Post by I_kill_cowboys » Sat Dec 03, 2005 1:48 am

I'm going on my third year of teaching oral English to college students in China. The biggest problem I'm run into is motivating students to WANT to speak English. For most of them they have the attitude that it isn't important because they'll never use English in the future. As most of the students i teach are not English majors I can understand their feeling completely.

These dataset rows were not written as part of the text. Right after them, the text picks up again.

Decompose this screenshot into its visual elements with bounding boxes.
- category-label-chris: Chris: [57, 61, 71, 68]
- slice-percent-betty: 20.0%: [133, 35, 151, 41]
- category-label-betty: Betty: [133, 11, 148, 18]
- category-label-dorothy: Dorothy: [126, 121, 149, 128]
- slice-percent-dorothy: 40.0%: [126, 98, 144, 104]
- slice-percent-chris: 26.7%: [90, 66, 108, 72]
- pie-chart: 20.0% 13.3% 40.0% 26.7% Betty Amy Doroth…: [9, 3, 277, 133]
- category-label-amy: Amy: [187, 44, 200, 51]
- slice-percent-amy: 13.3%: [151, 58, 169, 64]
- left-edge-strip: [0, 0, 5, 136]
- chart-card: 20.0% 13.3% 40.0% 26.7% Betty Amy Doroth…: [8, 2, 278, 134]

Does anyone have any suggestions on how to show the need to know English well? I feel that until I can make that apparent to them they'll never be willing to try.

Thx :D

joshua2004
Posts: 264
Joined: Sat Nov 20, 2004 7:08 pm
Location: Torreon, Mexico

Post by joshua2004 » Sat Dec 03, 2005 5:59 pm

Motivating students to speak is not actually difficult if the student has acquired enough English. The problem of most lower level students not speaking is not a problem of motivation. You just might be trying to motivate "water from stone;" often a low level student just hasn't acquired enough language to reach the point where lots of speech is emerging. You will always understand more of a language than you can speak. Thus you have to try to do the same for your students; get them understanding more and the speech will emerge on its own, given a worthwhile speaking task.

Superhal
Posts: 131
Joined: Sun Feb 20, 2005 10:59 pm

Post by Superhal » Tue Dec 27, 2005 4:09 am

Generally, if students don't want to speak English, they might not be ready for an English class in English, and may benefit more from an English class with a non-native speaker. There are techniques for starting from zero in English, but usually it's better for everyone to just have direct-translation for a couple months beforehand.

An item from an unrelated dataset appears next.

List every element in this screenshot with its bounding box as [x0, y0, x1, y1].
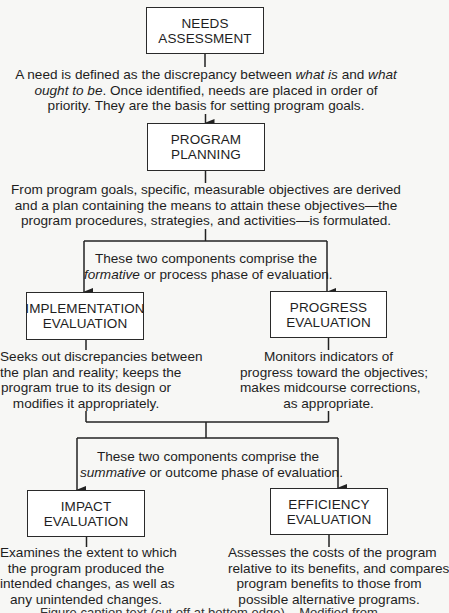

I also had Chinese students, and one big issue was the idea of "face": Chinese people have an almost phobic fear of being looked down upon by others, and being looked down upon by foriegners is even worse. This fear is the biggest obstacle, in my experience, for Chinese students.

If you can get them to learn without triggering this fear, please feel free to pass it on. All my success from that job was in the non-Chinese students. The Chinese students just dropped out.

sonia78
Posts: 1
Joined: Thu Jan 05, 2006 11:10 pm

possible help

Post by sonia78 » Thu Jan 05, 2006 11:40 pm

Hi,

I suggest, if you want to get your students motivated, that you integrate characters and story lines from recent movies and magazines that the students find appealing or of interest to them. Find out what each student's interests and hobbies are and then use them in your teaching material. The only rule is it all has to be in English.

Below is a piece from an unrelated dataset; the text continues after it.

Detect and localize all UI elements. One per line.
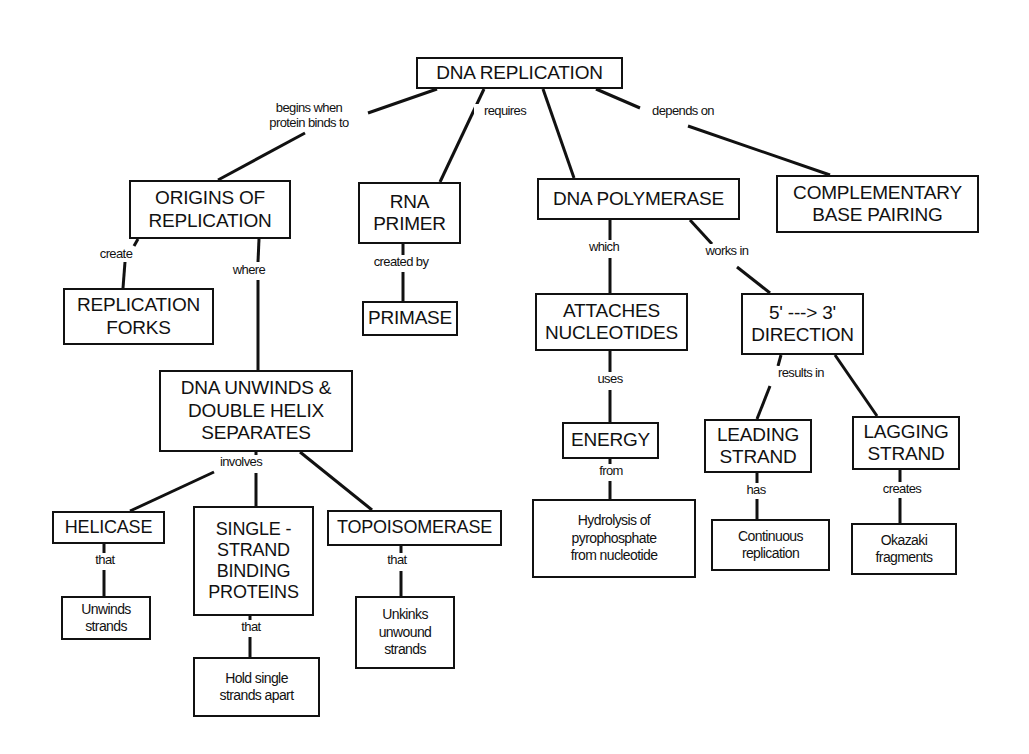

Keep them focused on the moment with prizes and games. Don't let them digress into why English is important. Who knows, oneday they may want to travel and English could be very usefull at that point, given that it is a universal language.

patch
Posts: 13
Joined: Sun Dec 04, 2005 8:46 pm

Post by patch » Wed Jan 11, 2006 9:44 am

I am motivated to learn...

Japanese - to learn those anime movies, they are just funny.
Chinese - I have many friends that speak Mandarin chinese, it is cool if I can speak their language too.
English - Most of the websites are in english. You will miss 80% of the internet if you do not know english. When you go out of China, English is the language. It is also cool if you know more languages.

These are my motivations. I hope this will help your students learn English.